Friday, July 11, 2025

Magnus Goes North With Summer, Day 20

Sunday June 15

I didn’t sleep on the floor as planned. My hip and leg were horrible all day. I’m thinking it’s mainly the seated position during the drive causing the pain and it’s aggravated by the bed, but I can’t prove it. 

 

We went over to the Firehouse Café for breakfast. It’s in Hutchinson, about 10 minutes away. Very poor coffee but very good biscuits and gravy.  My eggs were ordered ‘over medium’ I think, but they were over easy--very runny.  There was so much gravy that it would have been impossible to eat it all. You couldn’t even see the biscuits underneath it all.  But Molly got to enjoy my doggie bag leftovers.

The fireman's pole

If I’m ever in this town again, I’ll definitely eat breakfast here. But I’ll do a half order of biscuits and gravy and then add on another biscuit plain. So I can put some jelly on it. So far as eggs go, I can make better eggs myself. But I never get biscuits at home, gravy or jelly or not.

After that I took Molly for a short walk, then tried to go jogging. We ended up on a horse trail through sand, which was horrid. I couldn’t jog in the loose sand and the horse hoof prints made the surface freakishly bumpy. 

 Lark sparrow


Probably the Bell's Vireo--yeah, sure.

So I retired my jogging gear and went out to walk the woodlands trail. And take a picture of a Bell’s Vireo. I took a trail that went through woods and ended at picnic tables by the road, so I assumed that was it. But it was very short, so we went on down the original trail and eventually came to a marker for the Woodlands trail. We went down it for a while—it was woods, too. Nice and shady. The day was getting pretty hot by then (it was after noon) and the shade felt good.

But soon it was time to give up and go back. No Bell’s vireo showed its pesky little beak although I heard them all around me.  It’s a fussy scramble of notes—fulfrfrurfleefefe dee, fulfrfrurfleyefefe duh.  Sometimes skipping the dee part; sometimes the duh. The birds are very shy and hard to see, but at one point when I stood completely still for long enough, one came out in the open to look at me. (That was yesterday when I didn’t have the camera)

We should come back here any weekday or even a weekend in the off season. It’s a very nice campground. There were cuckoo, killdeer, lark sparrows, red-eyed vireo, Bell’s vireo, Mississippi Kites, field sparrows, bobwhite, indigo buntings, probable orchard orioles, turkey in the distance, and a couple of ducks in the pond.

Funny there were no meadowlarks. I thought they were everywhere.

 

REVIEW: Sand Hills State Park site 43 69/2=$35

More like a resort than a state park

This place was brand new and felt like a swanky resort instead of a state park. The sites are huge with concrete pads and gravel driveways. We were in a full hookup site, #43 I think, which was at the end of the circle closest to the entrance building and the dumpstation.  All of the neighboring sites on our side of the loop were were stacked side-by-side like sardines—way too close. The site on the other side of us (site #1) was a decent way away, and the site across the drive from us was well spaced. That is the only negative thing I have to say about this place--the full hookup sites are too close together.  But the W/E sites around the other side of the loop have nice spacing.

In addition to 50-amp FHU, we had a picnic bench, firepit, lantern pole and a large, covered charcoal grill. And a nice little shade tree behind us. There are large trees in and around the camping circle, but none close to the sites that I can see. So don’t count on shade…but then you don’t have to worry about tree branches peppering your roof in a blow, either. And no problems with satellite internet, either.

The host in the office was very, very nice. We did have to buy a day use permit in addition to our camping fee.  The rule appears to be that for every motorized vehicle entering the park you have to buy a day use permit. Which means that a truck + trailer would only need one sticker but a motorhome + towing would need two.  But the camp host agreed that since we’d only be driving one vehicle at a time, one sticker would suffice.  Don’t count on that being true for a different camp host, however. She may have been exceeding her authority in permitting it.

All in all, a lovely place.  The camping ring surrounds some little ponds with frogs and turtles. (And flies and gnats, but not many mosquitos).  The trail system is extensive, with a decent map but a lot of social trails or pipeline crossings that make it confusing at times. But it’s not so large that you could get lost for long, plus, you can see a communications tower or two in the distance and occasionally hear the road noise.  The little road coming into the park isn’t heavily trafficked, but it seems to be used by local drivers as a shortcut to home.

If you’re a birder, you’ll see Mississippi Kites sailing around the clearings and you’ll be enchanted to hear all the Bell’s vireos skulking in the bushes along the trails.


= Task objective =
Output, word for word, each line from the one with "Find human leg in this screenshot." through the end of the listing below, excluding every picture.

________________________________________

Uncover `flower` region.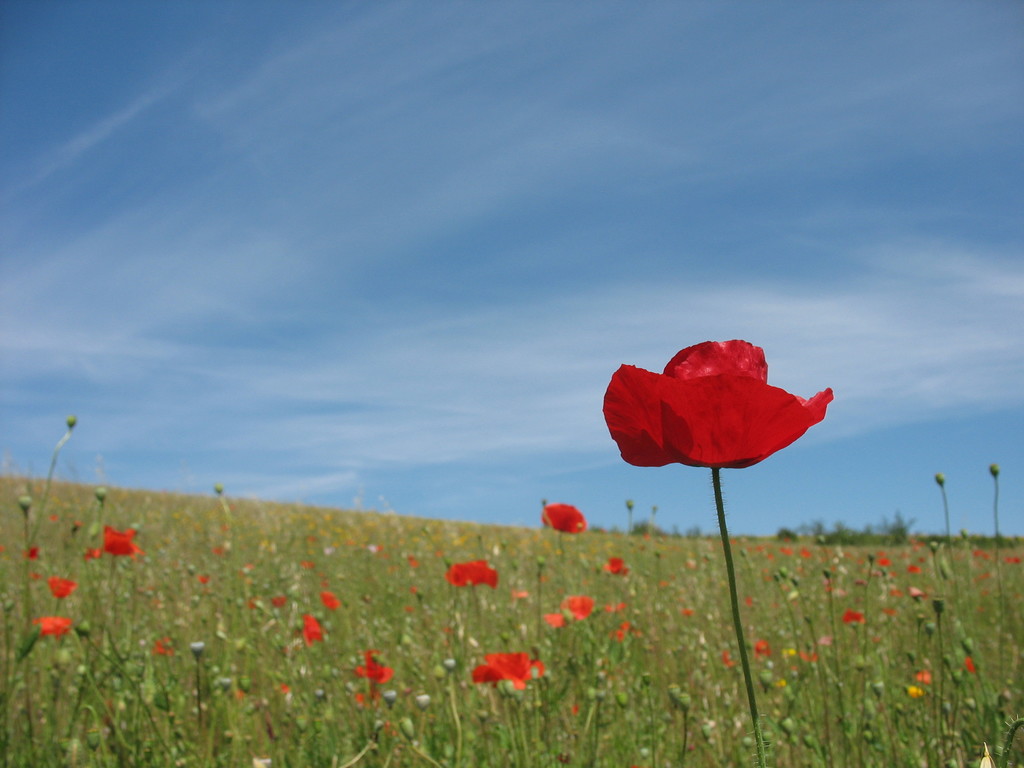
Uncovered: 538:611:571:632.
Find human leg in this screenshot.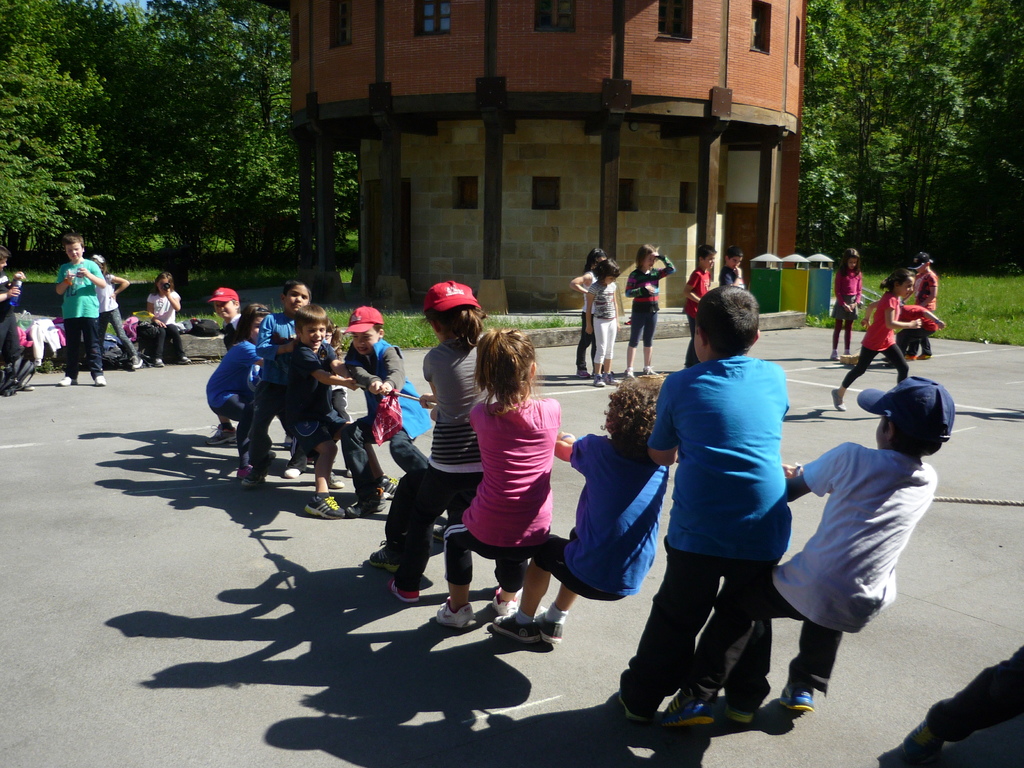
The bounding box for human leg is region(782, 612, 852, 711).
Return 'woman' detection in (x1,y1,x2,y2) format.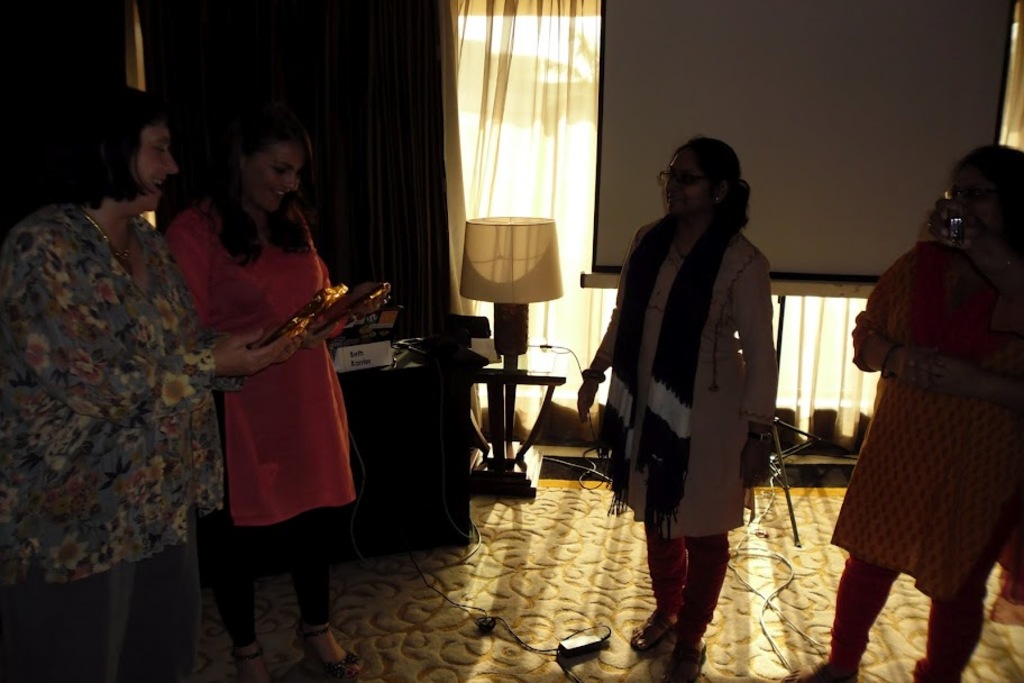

________________________________________

= Answer section =
Find human leg in this screenshot.
The bounding box for human leg is region(782, 612, 852, 711).
Return 'woman' detection in (x1,y1,x2,y2) format.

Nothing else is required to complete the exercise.